By the 1970s much of the social activism and protests impacted the dress styles of students – with many HBCU students donning more relaxed and comfortable clothing, like denim jeans and t-shirts. Popular culture, including musicians, actors, and film stars also influenced shifts in styles on HBCU campuses.

🎥 African American students walk around the Tuskegee University campus in 1970. Courtesy of Hearst Newsreel/Getty Images

Born in 1931 in Sugar Hill, Harlem, New York, Pearl Bowser pursued an education at Brooklyn College, majoring in biology...
09/26/2023

Born in 1931 in Sugar Hill, Harlem, New York, Pearl Bowser pursued an education at Brooklyn College, majoring in biology. She furthered her studies at New York University, where she obtained a certificate in photography. In 1955, she married LeRoy Bowser. By the mid-1960s, both were deeply involved in the Civil Rights Movement. She was an indispensable part of New York’s Black film culture during the ’60s and ’70s, serving as a collaborator, producer, editor and promoter.

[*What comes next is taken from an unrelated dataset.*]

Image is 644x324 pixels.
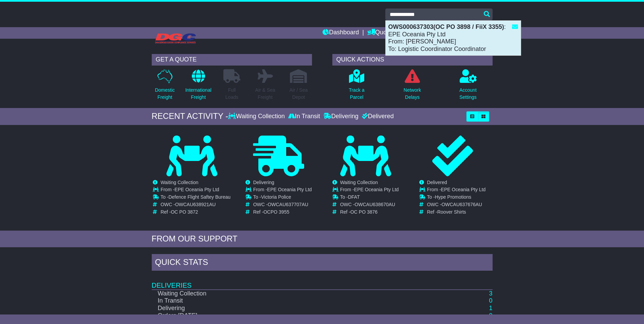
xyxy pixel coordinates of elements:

Bowser’s archival endeavors spanned a vast spectrum, from mainstream movies to lesser-known documentaries and TV clips. She co-founded Chamba Educational Film Services (later renamed as African Diaspora Images) with St. Clair Bourne, celebrating African American directors. Her archives offer a colorful depiction of Brooklyn, spotlighting talents like Kathleen Collins, William Greaves and Bowser herself. In 2012, Bowser’s rich collection found a home at our museum. Her 16 mm films, videos, oral histories, photography and ephemera stands as a testament to African American cinema’s profound heritage and Bowser’s unwavering commitment to preserving it. Read our full statement on the death of Pearl Bowser: https://s.si.edu/3PU0NTu

The Smithsonian’s National Museum of African American History and Culture (NMAAHC) mourns the passing of Pearl Bowser, who was an indispensable part of New York’s Black film culture during the ’60s and ’70s, serving as a collaborator, producer, editor and promoter.

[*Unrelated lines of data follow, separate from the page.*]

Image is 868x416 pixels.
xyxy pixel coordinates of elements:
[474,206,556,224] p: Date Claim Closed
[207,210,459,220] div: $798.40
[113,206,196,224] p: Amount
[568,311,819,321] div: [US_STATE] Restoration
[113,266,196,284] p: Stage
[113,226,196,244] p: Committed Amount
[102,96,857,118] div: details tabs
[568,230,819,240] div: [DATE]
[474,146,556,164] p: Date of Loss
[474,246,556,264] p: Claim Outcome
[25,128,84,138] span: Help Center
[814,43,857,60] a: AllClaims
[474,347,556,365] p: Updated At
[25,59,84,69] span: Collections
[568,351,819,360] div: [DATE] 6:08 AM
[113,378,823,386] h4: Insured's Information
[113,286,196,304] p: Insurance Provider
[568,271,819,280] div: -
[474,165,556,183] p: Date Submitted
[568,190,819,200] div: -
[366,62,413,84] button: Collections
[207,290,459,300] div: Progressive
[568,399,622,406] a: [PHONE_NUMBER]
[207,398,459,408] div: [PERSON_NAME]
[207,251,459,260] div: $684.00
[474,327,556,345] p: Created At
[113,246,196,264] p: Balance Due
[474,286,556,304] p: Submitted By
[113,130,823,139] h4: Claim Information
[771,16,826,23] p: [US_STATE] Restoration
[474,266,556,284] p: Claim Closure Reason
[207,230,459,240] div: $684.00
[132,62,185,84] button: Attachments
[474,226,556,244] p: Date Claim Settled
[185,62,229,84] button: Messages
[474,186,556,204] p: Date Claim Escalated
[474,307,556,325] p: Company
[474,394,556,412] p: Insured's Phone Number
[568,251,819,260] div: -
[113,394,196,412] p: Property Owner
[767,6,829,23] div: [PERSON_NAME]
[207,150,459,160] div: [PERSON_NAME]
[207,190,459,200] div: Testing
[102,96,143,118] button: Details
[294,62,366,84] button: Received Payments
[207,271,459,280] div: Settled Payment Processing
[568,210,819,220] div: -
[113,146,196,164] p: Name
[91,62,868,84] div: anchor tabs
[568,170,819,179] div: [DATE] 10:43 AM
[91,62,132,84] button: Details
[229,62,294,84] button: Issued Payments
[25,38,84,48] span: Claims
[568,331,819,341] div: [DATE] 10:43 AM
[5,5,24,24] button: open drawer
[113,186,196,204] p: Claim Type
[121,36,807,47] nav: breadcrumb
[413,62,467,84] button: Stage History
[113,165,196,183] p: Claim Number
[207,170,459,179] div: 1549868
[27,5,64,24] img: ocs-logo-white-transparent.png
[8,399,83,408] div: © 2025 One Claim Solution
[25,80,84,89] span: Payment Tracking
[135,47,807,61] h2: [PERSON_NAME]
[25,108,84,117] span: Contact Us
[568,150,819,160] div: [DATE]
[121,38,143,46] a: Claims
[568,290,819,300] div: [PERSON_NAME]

Born   Serena Williams is one of the most decorated tennis players in American history. Her father, Richard Williams, a ...
09/26/2023

Born Serena Williams is one of the most decorated tennis players in American history. Her father, Richard Williams, a former sharecropper from Louisiana determined to see his two youngest daughters succeed, used books and videos to instruct Serena and Venus on how to play tennis. Serena began practicing at 3 years old on a court near her home in Compton, California.

Serena became a professional tennis player in 1995 and won the French Open, the U.S. Open, and Wimbledon in 2002, defeating her sister in the finals of each tournament. In 2008, she won the U.S. Open and teamed with Venus to capture a second women’s doubles Olympic gold medal at the Beijing Games. Williams is also the only professional tennis player to accomplish a Career Golden Slam in singles & doubles.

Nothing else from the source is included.